My heart goes out to teenagers. It takes them a good part of that first academic year to settle. I usually tell parents not to be overly concerned until Easter. I think it takes that long for them to kind of be happy, to stop complaining, to stop blaming and being angry and to actually embrace their new environment and inevitably their school work suffers that first year even if they're ahead, which is not uncommon.

SM:

What issues do foreign-born spouses face returning to Canada or coming to Canada for the first time?

BAS:

There is a re-entry seminar for foreign-born spouses this year and it will be led by somebody who is a foreign-born spouse and will also include some networking from some other foreign-born spouses. The obvious issue is that it's just another posting for a foreign-born spouse with the disadvantages of headquarters: no allowances, more modest housing, and perhaps language issues, certainly employment issues because in some cases too they're not Canadian citizens, so that has some restrictions. Also it's never home.

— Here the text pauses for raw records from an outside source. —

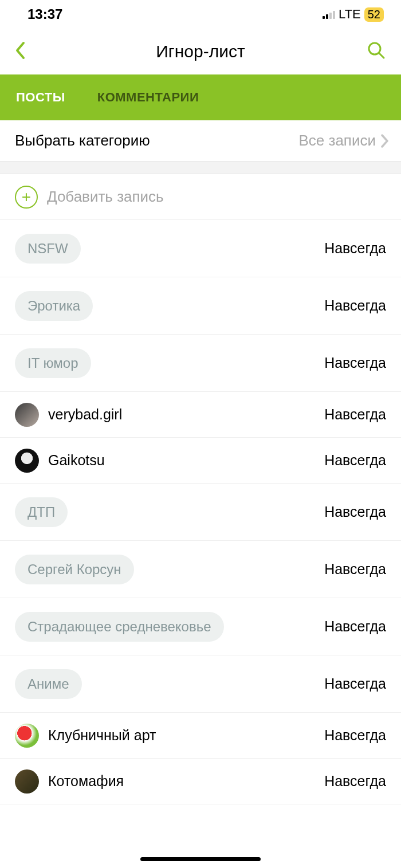 Image resolution: width=401 pixels, height=868 pixels. Describe the element at coordinates (200, 461) in the screenshot. I see `list-item: GaikotsuНавсегда` at that location.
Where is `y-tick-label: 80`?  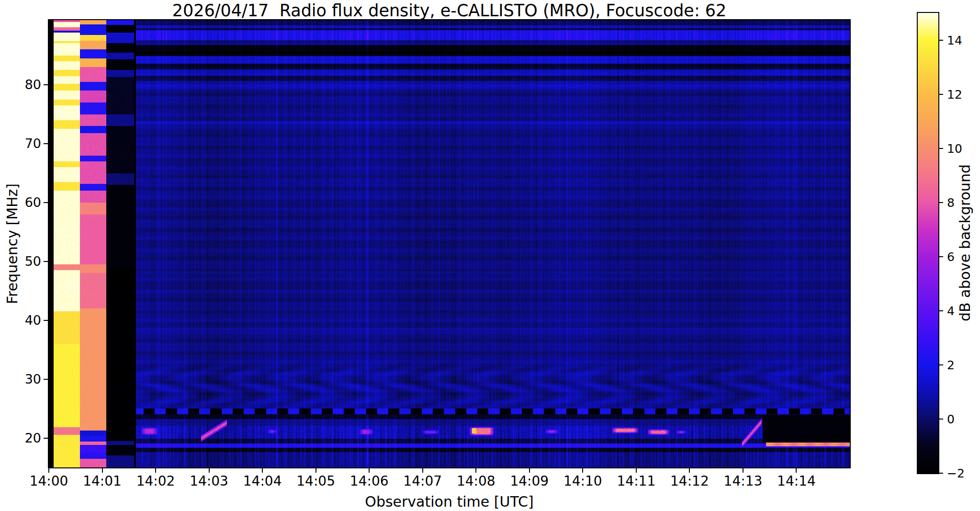
y-tick-label: 80 is located at coordinates (33, 84).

They may never get posted home whereas the rest of us, with all its warts, we still love it as home. It's a very difficult thing for foreign-born spouses and the ones I meet still have a sense of being on the edge here, on the periphery and also being lonely for their home country. It's very lonely and isolated for the first year or two because they don't have old friends to look up or a familiarity with Ottawa or networks, certainly not the first time in Canada.

SM:

Over the years do you think adjustment issues have changed or is it basically the same?

BAS:

I think the process of adjustment is the same as it has always been. I think what's different now is we're more open about it, acknowledging it more openly, recognizing the process a little bit. One area that is difficult for spouses when they are abroad, but it is also triggered when they come home is, for spouses in my age bracket, where you're in a sandwich generation, where you have got elderly parents you are concerned about and you may be expected to take over some of the care responsibilities when you come back to Canada. Plus you've got kids that you're still responsible for and concerned about. Coming back to Canada can sometimes mean a return to responsibilities that you had a break from when you were abroad. It's more of an issue now because our parents are living longer, but not necessarily well. There are plans that need to be addressed and care that needs to be organized. And as difficult as that is when you're abroad, when you're abroad there is only so much you can do. You have to trust that either someone else in your family will do it or you hire somebody to do it. When you come back, there's a lot of pressure on women in particular to take over that job, to take over the care of the elderly.

SM:

Do you have anything else you would like to mention that we haven't touched on so far?

BAS:

The one piece I would like to add is a bit of advice. If people have, in addition to just normal re-entry, if they have experienced a traumatic event while they've been abroad like robbery, accidents, illnesses or earthquakes or whatever, they should not be surprised that there will be some leftover reaction to those. They should very quickly get some professional help with that. It's not a major piece of work for a therapist to help people cope with what's called post-traumatic stress. It's not uncommon for us to have had experiences abroad that are just unsettling. The second thing is that if people feel the adjustment has gone on too long or the symptoms they are feeling are just too difficult to bear, then it's appropriate to get some counselling, either for themselves or the whole family. Don't expect miracles before January or February but if it is just unbearable until then anyway come and talk it over with somebody. Being able to voice it and to realise you're not unusual or crazy because you're having these adjustment problems is really a relief to people, and it is often something quite simple like being able to talk about it openly.